This is an old question, but none of the anycodings_windows answers here provide enough context for anycodings_windows a beginner to choose which one to pick.
What is make?
make is a traditional Unix utility which anycodings_windows reads a Makefile to decide what programs anycodings_windows to run to reach a particular goal. anycodings_windows Typically, that goal is to build a piece anycodings_windows of software from a set of source files anycodings_windows and libraries; but make is general anycodings_windows enough to be used for various other anycodings_windows tasks, too, like assembling a PDF from a anycodings_windows collection of TeX source files, or anycodings_windows retrieving the newest versions of each anycodings_windows of a list of web pages.
Besides encapsulating the steps to reach anycodings_windows an individual target, make reduces anycodings_windows processing time by avoiding to anycodings_windows re-execute steps which are already anycodings_windows complete. It does this by comparing time anycodings_windows stamps between dependencies; if A anycodings_windows depends on B but A already exists and is anycodings_windows newer than B, there is no need to make anycodings_windows A. Of course, in order for this to work anycodings_windows properly, the Makefile needs to document anycodings_windows all such dependencies.
Notice that the indentation needs to anycodings_windows consist of a literal tab character. This anycodings_windows is a common beginner mistake.
Common Versions of make
The original make was rather pedestrian. anycodings_windows Its lineage continues to this day into anycodings_windows BSD make, from which nmake is derived. anycodings_windows Roughly speaking, this version provides anycodings_windows the make functionality defined by POSIX, anycodings_windows with a few minor enhancements and anycodings_windows variations.
GNU make, by contrast, significantly anycodings_windows extends the formalism, to the point anycodings_windows where a GNU Makefile is unlikely to work anycodings_windows with other versions (or occasionally anycodings_windows even older versions of GNU make). There anycodings_windows is a convention to call such files anycodings_windows GNUmakefile instead of Makefile, but anycodings_windows this convention is widely ignored, anycodings_windows especially on platforms like Linux where anycodings_windows GNU make is the de facto standard make.
Telltale signs that a Makefile uses GNU anycodings_windows make conventions are the use of := anycodings_windows instead of = for variable assignments anycodings_windows (though this is not exclusively a GNU anycodings_windows feature) and a plethora of functions anycodings_windows like $(shell ...), $(foreach ...), anycodings_windows $(patsubst ...) etc.
So Which Do I Need?
Well, it really depends on what you are anycodings_windows hoping to accomplish.
If the software you are hoping to build anycodings_windows has a vcproj file or similar, you anycodings_windows probably want to use that instead, and anycodings_windows not try to use make at all.
In the general case, MinGW make is a anycodings_windows Windows port of GNU make for Windows, It anycodings_windows should generally cope with any Makefile anycodings_windows you throw at it.

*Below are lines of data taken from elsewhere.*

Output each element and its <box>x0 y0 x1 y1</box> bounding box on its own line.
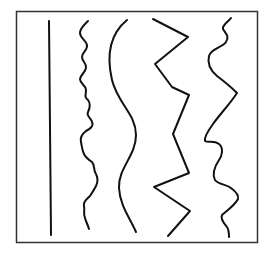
line-zigzag <box>153 19 190 236</box>
line-types-diagram <box>0 0 275 254</box>
line-mixed-curve <box>205 18 238 237</box>
line-irregular-wavy <box>80 21 98 229</box>
line-straight <box>49 21 51 235</box>
diagram-svg <box>0 0 275 254</box>
line-smooth-curve <box>109 20 136 232</box>
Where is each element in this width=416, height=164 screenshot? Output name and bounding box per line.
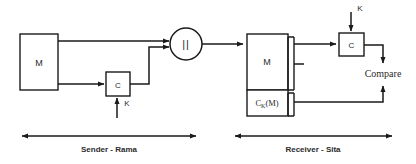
wire-mac-to-concat xyxy=(130,47,169,84)
concat-symbol-label: || xyxy=(182,38,190,50)
mac-diagram-canvas: M C K || M CK(M) C K Compare Sender - Ra… xyxy=(0,0,416,164)
receiver-mac-part-label-tail: (M) xyxy=(265,98,278,108)
sender-section-label: Sender - Rama xyxy=(81,145,138,154)
receiver-connector-bar xyxy=(288,37,294,90)
sender-message-block-label: M xyxy=(35,58,43,68)
sender-mac-box-label: C xyxy=(115,81,121,90)
diagram-vector-layer: M C K || M CK(M) C K Compare Sender - Ra… xyxy=(0,0,416,164)
sender-key-label: K xyxy=(124,99,130,108)
receiver-connector-bar-lower xyxy=(288,93,294,116)
receiver-mac-part-label: CK(M) xyxy=(255,98,278,109)
compare-label: Compare xyxy=(365,68,402,79)
wire-receiver-mac-to-compare xyxy=(364,45,383,63)
receiver-section-label: Receiver - Sita xyxy=(285,145,341,154)
receiver-message-part-label: M xyxy=(263,57,271,67)
receiver-key-label: K xyxy=(357,4,363,13)
receiver-mac-box-label: C xyxy=(349,41,355,50)
wire-receiver-cm-to-compare xyxy=(294,86,383,102)
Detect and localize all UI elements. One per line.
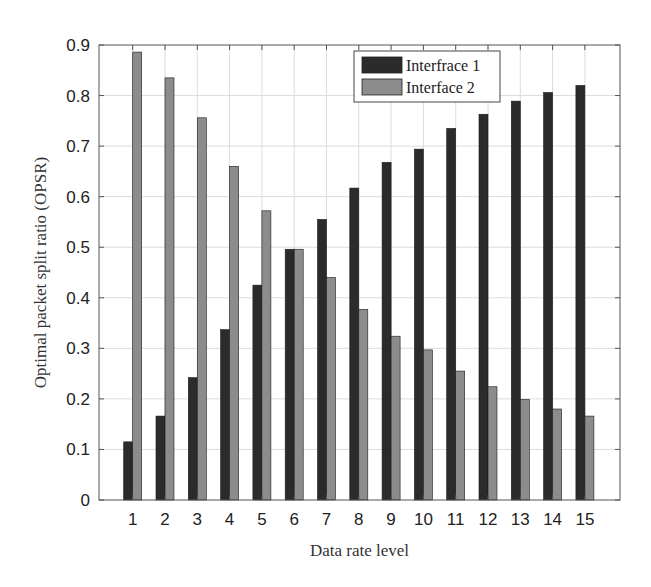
bar-interface-1 [479,114,488,500]
bar-interface-2 [262,211,271,500]
x-tick-label: 14 [543,510,562,529]
x-tick-label: 8 [354,510,363,529]
x-tick-label: 12 [479,510,498,529]
bar-interface-1 [124,442,133,500]
bar-interface-2 [133,52,142,500]
x-tick-label: 5 [257,510,266,529]
x-tick-label: 3 [193,510,202,529]
bar-interface-1 [447,128,456,500]
bar-interface-2 [488,387,497,500]
bar-interface-1 [544,93,553,500]
y-tick-label: 0.1 [66,440,90,459]
legend-swatch-interface-2 [362,79,402,95]
bar-interface-1 [156,416,165,500]
x-tick-label: 15 [575,510,594,529]
legend-label-interface-1: Interfrace 1 [406,57,480,74]
bar-interface-2 [230,166,239,500]
legend-swatch-interface-1 [362,57,402,73]
x-tick-label: 6 [289,510,298,529]
bar-interface-1 [414,149,423,500]
bar-interface-1 [221,330,230,500]
y-tick-label: 0.8 [66,87,90,106]
bar-interface-1 [253,285,262,500]
y-tick-label: 0.6 [66,188,90,207]
bar-interface-1 [382,162,391,500]
x-tick-labels: 123456789101112131415 [128,510,594,529]
bar-interface-2 [520,399,529,500]
legend-label-interface-2: Interface 2 [406,79,475,96]
x-tick-label: 1 [128,510,137,529]
y-tick-labels: 00.10.20.30.40.50.60.70.80.9 [66,36,90,510]
bar-interface-2 [294,249,303,500]
bar-interface-2 [327,278,336,500]
bar-interface-1 [188,378,197,500]
x-tick-label: 4 [225,510,234,529]
x-tick-label: 2 [160,510,169,529]
bar-interface-2 [391,336,400,500]
bar-interface-2 [359,309,368,500]
bar-interface-2 [456,371,465,500]
x-tick-label: 13 [511,510,530,529]
bar-interface-2 [585,416,594,500]
x-axis-title: Data rate level [310,541,409,560]
bar-interface-2 [197,118,206,500]
x-tick-label: 9 [386,510,395,529]
bar-interface-2 [553,409,562,500]
y-tick-label: 0.3 [66,339,90,358]
y-tick-label: 0 [81,491,90,510]
bar-interface-2 [423,350,432,500]
bar-interface-1 [318,219,327,500]
y-tick-label: 0.2 [66,390,90,409]
bar-interface-2 [165,78,174,500]
bar-interface-1 [350,188,359,500]
legend: Interfrace 1 Interface 2 [354,51,500,102]
y-tick-label: 0.9 [66,36,90,55]
x-tick-label: 7 [322,510,331,529]
y-tick-label: 0.5 [66,238,90,257]
y-tick-label: 0.7 [66,137,90,156]
bar-interface-1 [285,249,294,500]
bar-interface-1 [576,85,585,500]
x-tick-label: 10 [414,510,433,529]
bar-interface-1 [511,101,520,500]
x-tick-label: 11 [447,510,465,529]
bar-chart: 00.10.20.30.40.50.60.70.80.9 12345678910… [0,0,651,587]
y-tick-label: 0.4 [66,289,90,308]
y-axis-title: Optimal packet split ratio (OPSR) [31,157,50,388]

If you know the software was written to anycodings_windows use nmake and you already have it anycodings_windows installed, or it is easy for you to anycodings_windows obtain, maybe go with that.
You should understand that if the anycodings_windows software was not written for, or anycodings_windows explicitly ported to, Windows, it is anycodings_windows unlikely to compile without significant anycodings_windows modifications. In this scenario, getting anycodings_windows make to run is the least of your anycodings_windows problems, and you will need a good anycodings_windows understanding of the differences between anycodings_windows the original platform and Windows to anycodings_windows have a chance of pulling it off anycodings_windows yourself.
In some more detail, if the Makefile anycodings_windows contains Unix commands like grep or curl anycodings_windows or yacc then your system needs to have anycodings_windows those commands installed, too. But quite anycodings_windows apart from that, C or C++ (or more anycodings_windows generally, source code in any language) anycodings_windows which was written for a different anycodings_windows platform might simply not work - at all, anycodings_windows or as expected (which is often worse) - anycodings_windows on Windows.